Kippa is the name of our Reminders for Microsoft Teams app. Named so because he’s KTi’s Personal Assistant, but also in honour of Kipper, a fictional character.

Kippa’s birth is related in this series of posts.  Early in the process of building an app for Microsoft Teams, in the beginning of the pandemic lockdown, we decided to pay forward our experiences working  in Canada’s tech industry. Our COVID Response is a free course and free consulting on how to launch and grow a Startup.

This series of posts, is a real-world example of the course’s theory being put into practice. The first post in this series introduced Take Control: Seven Steps to Independence©. You can download it here for free, no registration required.

Post #2 in the series, explained how Klippas Technologies inc applied the course’s theory to produce  its Microsoft Teams’s Personal Assistant, Kippa. We explained how we thought of the idea for a reminder app for Microsoft Teams, and then how we validated it against the competition and its market.

Post #3 in this series reviewed our calculations and answers to Exercises 4, 5 and 6 of the course.

Post #4 in the series used those exercises, to construct a business plan for Kippa – Reminders for Microsoft Teams.

The theory behind designing a solution was covered in Post #5 in the series. That post showed you the process we used to design Klippas Technologies inc’s Kippa, your Microsoft Teams Personal Assistant.

Post #6 continued the story by following the Take Control theory to design of Kippa, our Reminder app for Microsoft Teams.

Post #7 gave a brief overview of our marketing process and strategy. Why brief? In a word: Competition. A reminders for Microsoft Teams app is already available. It’s an exact copy of /Remind from Slack, a compliment to Slack, while at the same time a rip off.

As the course related, the name Klippas was coined when we were going to produce a physical product which we’d called a Klip because it was a plastic clip. It was a game in which players, called Klippas, obviously, used Klips to build structures from playing cards. And then when we came to our senses and switched back to a field we know well, we retained the name because it already…

  • Was a registered corporation, a legal entity.
  • Had a registered NUANS search to prove its name was unique (hence the terrible spelling),
  • and, most importantly perhaps, klippas.com.

If you want to know the details of how all that works in theory, read Step 6 in the course. As for us, Kippa, our Reminders app for Microsoft Teams is well on his way to being alive and well and in the hands of the public.

Kippa has had a difficult birth. Developing software for Microsoft is a complex process. Developing a Microsoft Teams’s app, and remember our reminders app lives inside Microsoft Teams, is made more complex by parts of a OpenSource and it’s easy for one of the ten tools we use, to get out of update synch. And when they do, Kippa – Reminders for Microsoft Teams, dies and refuses to get off the bit bin.

But our beta test site is warming up. They are anticipating KTi’s personal assistant soon, and are on the lookout for something that looks a lot like this:

Kippa: Microsoft Team Reminder App.

Kippa: Microsoft Team Reminder App.

We’re also implementing our marketing and sales strategies and if you search Google for “Reminders for Microsoft Teams,” we’re on page one already. As for sales, we’ll like we said, we’re not giving that one away.

All we can say is, you should be able to buy Kippa – Reminders for Microsoft Teams from the Microsoft Store before the year’s end.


The problem:
Starting from the line with "Where is 'person'?", please copy exactly every line to the end of the listing, but not the pictures.

Data provided:
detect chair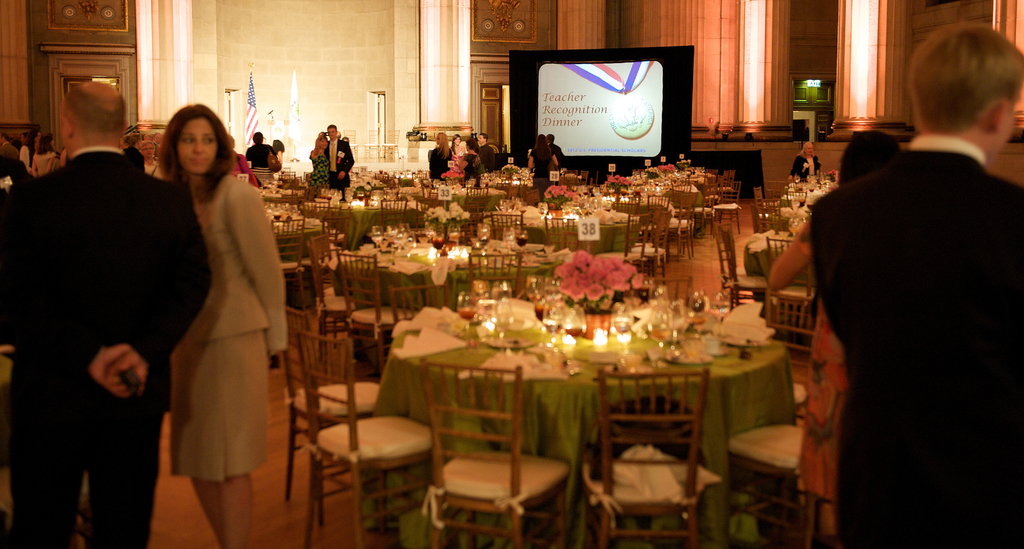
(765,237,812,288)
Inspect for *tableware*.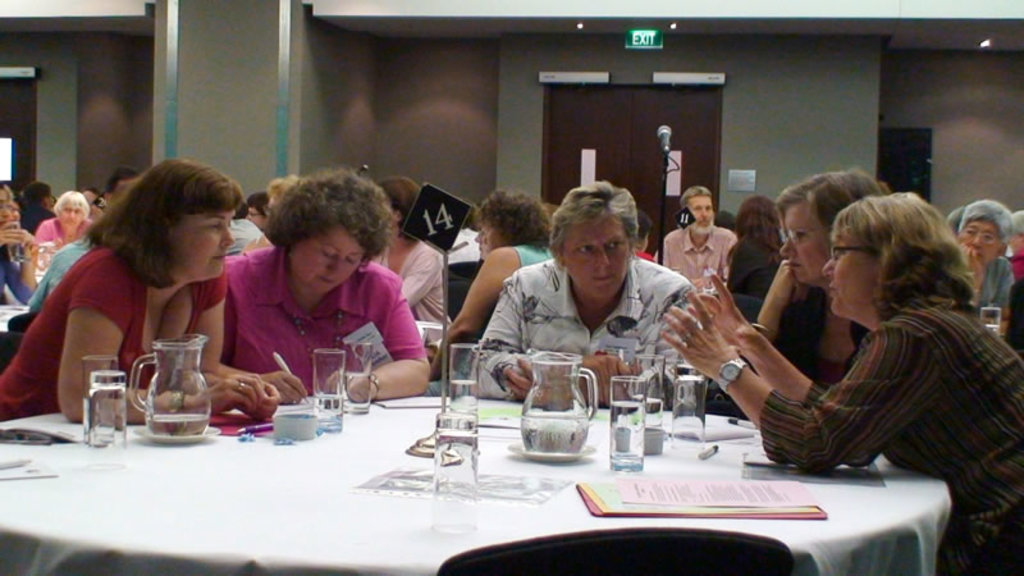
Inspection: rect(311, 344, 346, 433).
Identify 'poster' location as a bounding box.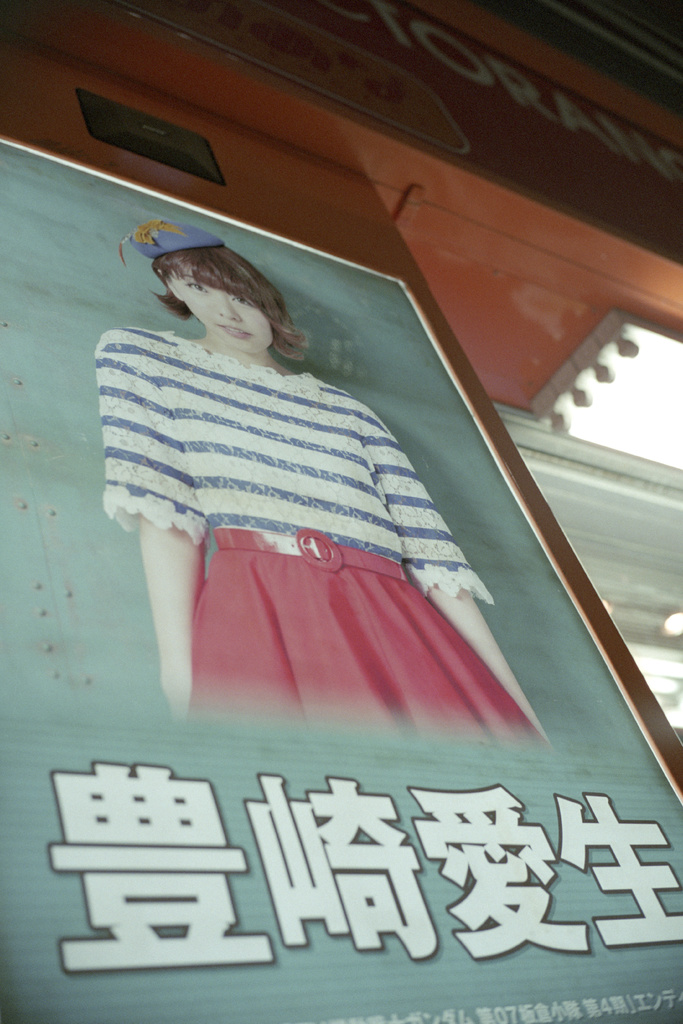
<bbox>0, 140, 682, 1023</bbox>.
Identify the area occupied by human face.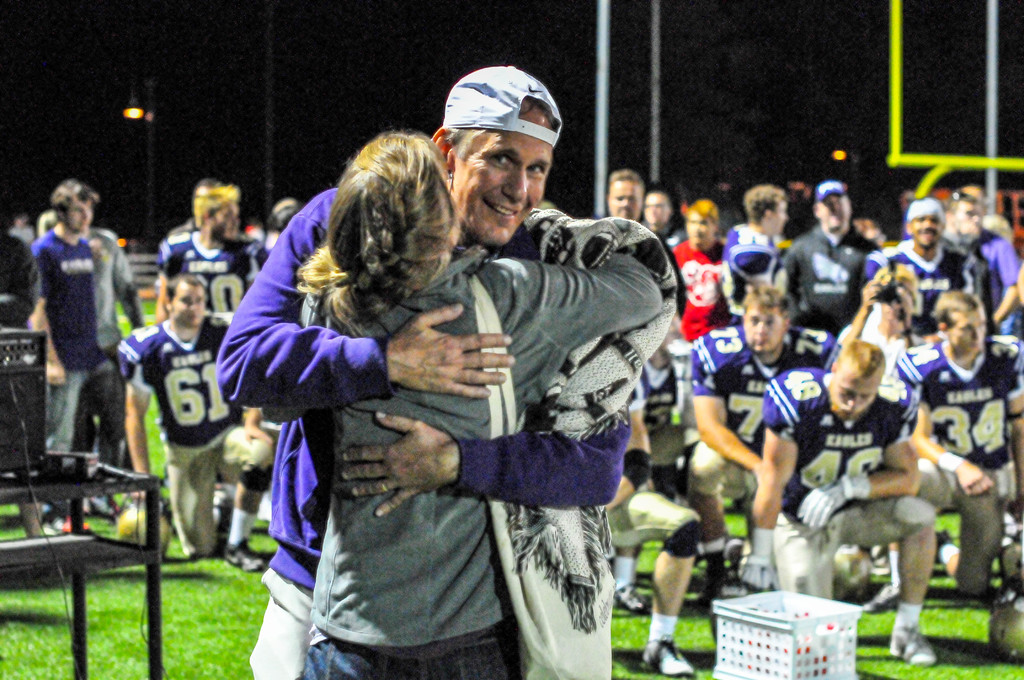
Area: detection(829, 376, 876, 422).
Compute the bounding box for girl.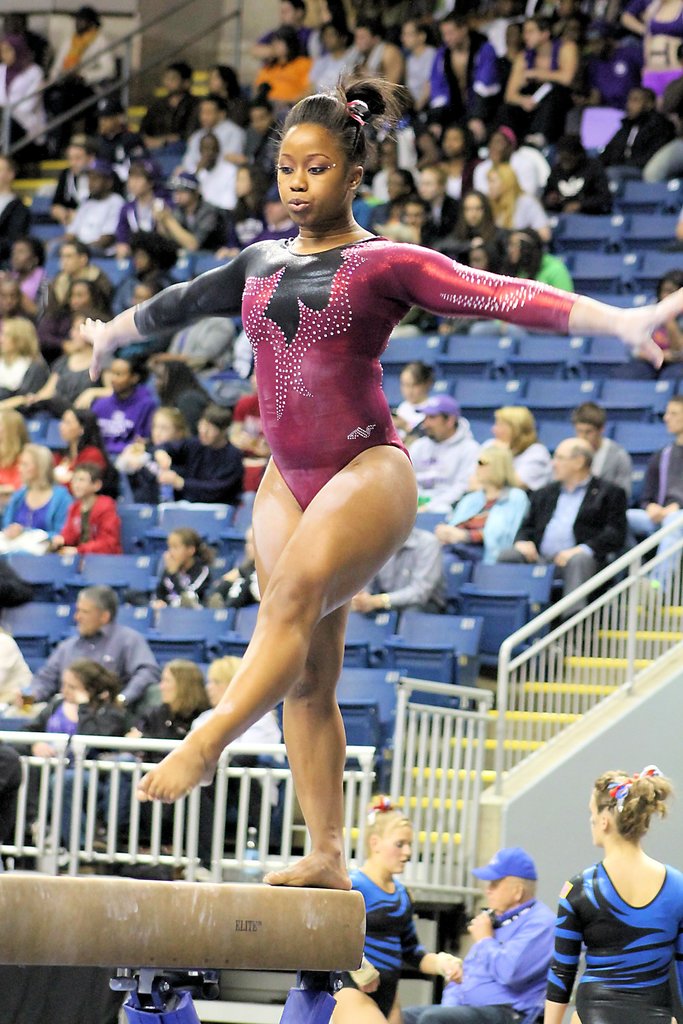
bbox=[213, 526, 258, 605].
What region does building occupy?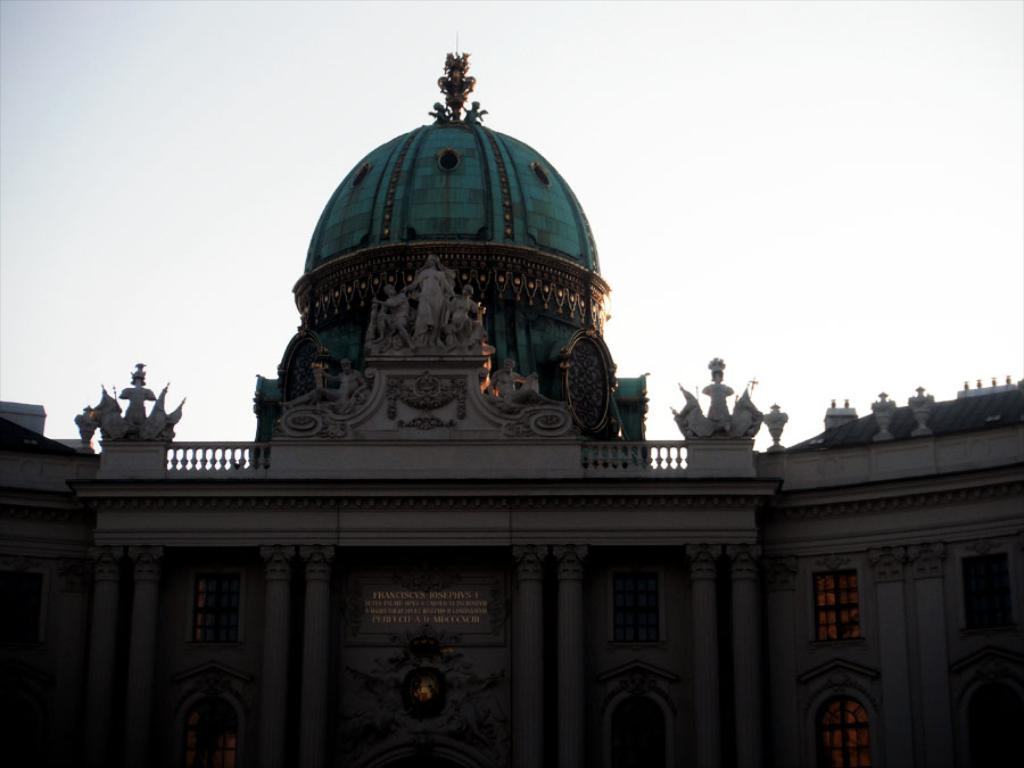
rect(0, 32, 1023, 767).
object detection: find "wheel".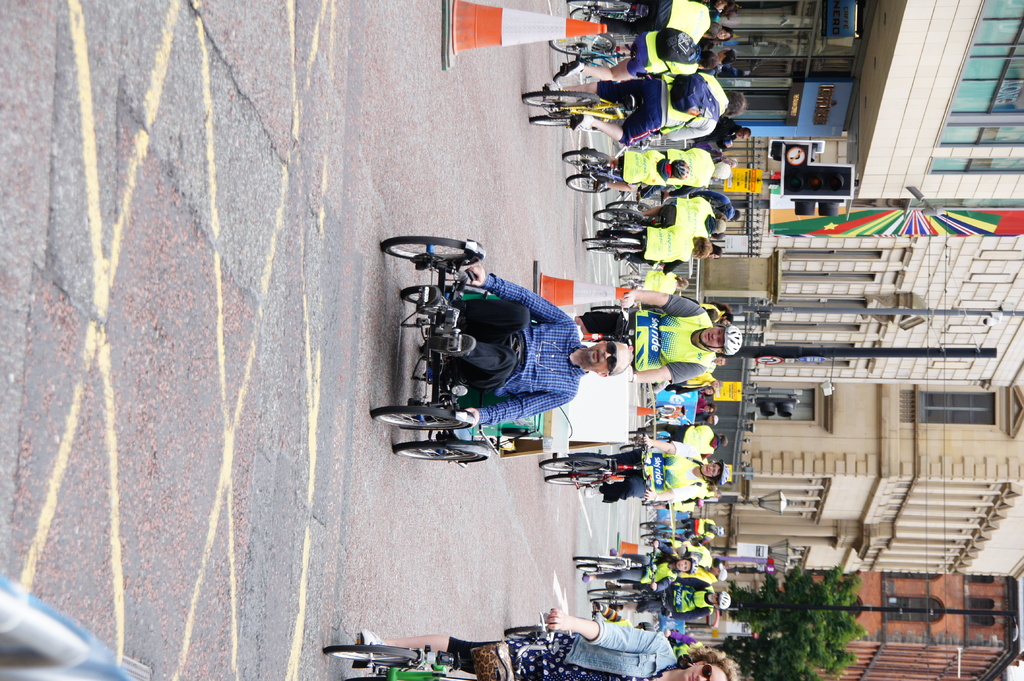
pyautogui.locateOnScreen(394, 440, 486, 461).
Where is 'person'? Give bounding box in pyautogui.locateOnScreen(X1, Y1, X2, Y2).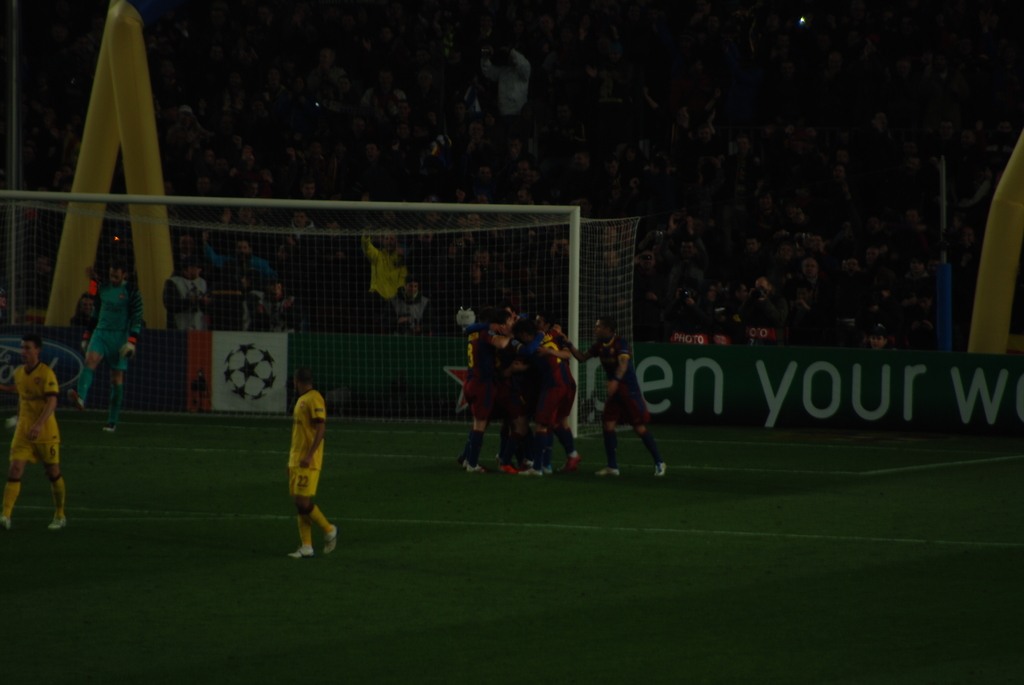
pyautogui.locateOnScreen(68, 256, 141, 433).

Written response:
Where is 'person'? Give bounding box in pyautogui.locateOnScreen(X1, Y1, X2, Y2).
pyautogui.locateOnScreen(68, 256, 141, 433).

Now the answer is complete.